The Indian corporate sector is fast in mimicking the West in many wrong things. It is now trying to follow in the footsteps of American and European companies by throwing out employees citing global recession as the excuse. However, Indian companies have never paid their employees global salaries, so how can they now so easily embrace the global or western model of ‘hire today, fire tomorrow’ to reduce their costs?

Conservative approach

The impact of global meltdown on India is much less than several other countries. Thanks to our conservative public sector banks and a staid RBI in not permitting exotic derivatives and other such financial products to enter the country, the banking system is not directly affected with loads of toxic assets.

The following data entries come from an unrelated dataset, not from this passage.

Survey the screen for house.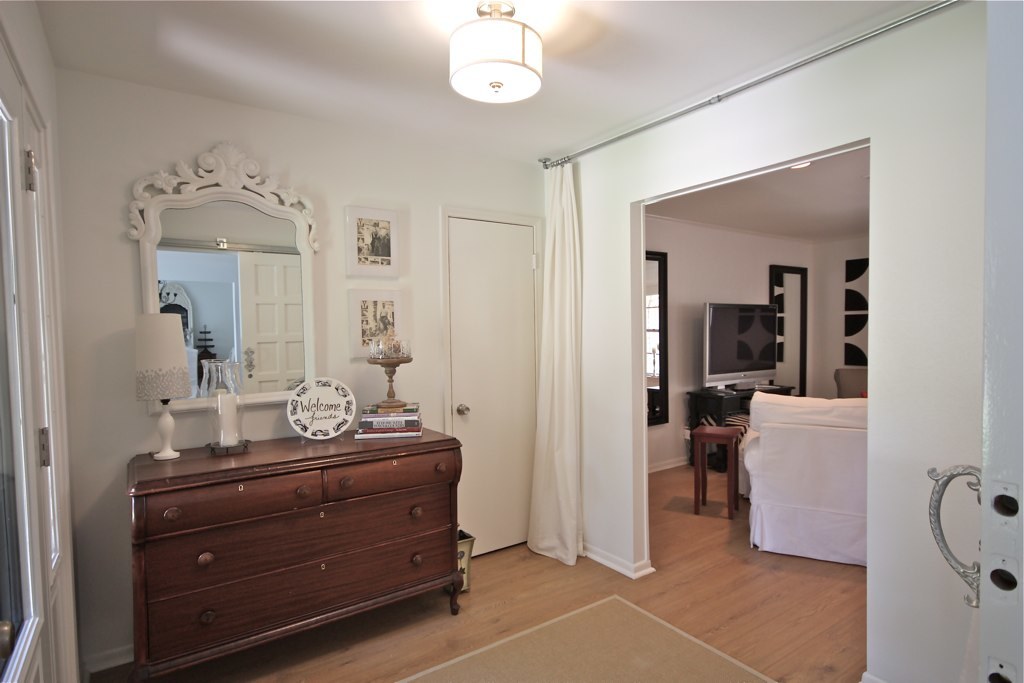
Survey found: <box>0,0,1023,682</box>.
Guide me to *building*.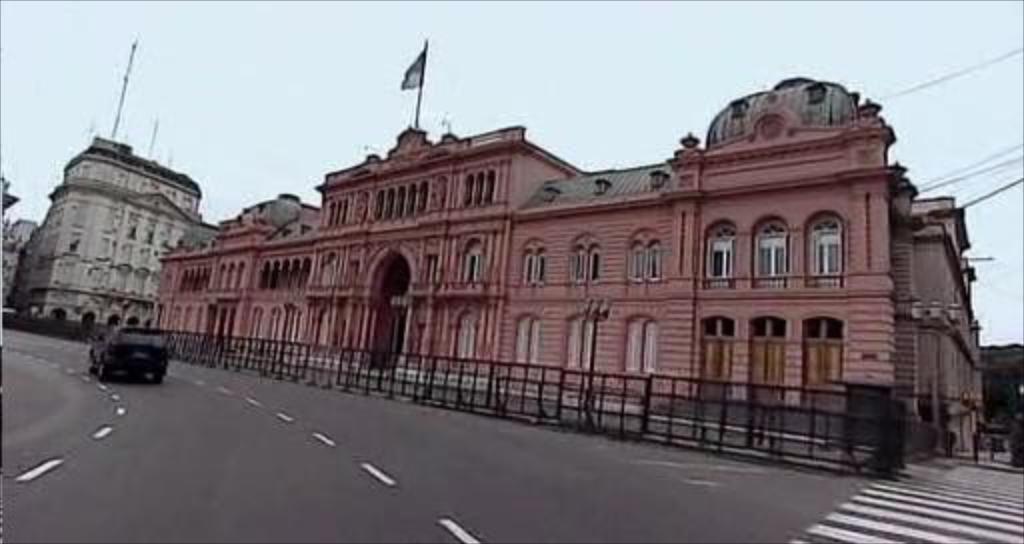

Our banks, insurance companies and financial institutions have not burnt their fingers, by avoiding risky CDOs (collataralised debt obligations) and CDS (credit default swaps). Indian banks are also not highly leveraged and hence any incremental bad debts will not erode their capital base.

India is only indirectly affected by the global meltdown, by way of declining export of goods and services and less foreign capital flows into the country. Hence, there is only a slowdown in India, and not a recession. Does this mild slowdown really constrain companies and promoters to throw out employees left and right, without any heed to the social implications of such ruthless actions? Or are companies trying to take advantage of the situation to prune manpower?

Past mistakes

Indian promoters are perhaps trying to cover for their own past mistakes in judgment, business strategy, etc., and redeem the cost of their past mistakes to some extent now, by reducing manpower and manpower related costs in the context of global slowdown. Many mistakes have been committed by promoters in the past during boom-times, and the cost of such mistakes is being paid for now by these companies, and by their hapless employees.

Many promoters, in both manufacturing and services sectors, have acquired foreign companies at astronomical prices, many times at 3-4 times their fair enterprise values. In the process they have borrowed heavily to fund the acquisition of such white elephants. In those boom times, the promoters had illusions of making their companies into global empires in no time.

Many companies went into unrelated diversifications and pumped in huge amounts in buying land banks.

In the software services sector, many companies, in their greed for growth and to be counted big in the rat race, created a large bench of unproductive employees.

Many a company did not preserve the cash generated during the boom-times for rainy days. They could not anticipate the general business cycles in advance and were dreaming of eternally high double-digit growth.

Hence, when the business cycle changed suddenly, these companies had no preparedness and no contingency plans to boldly face the situation.

(The author is former MD, Ahmedabad Stock Exchange Ltd. The views are personal.)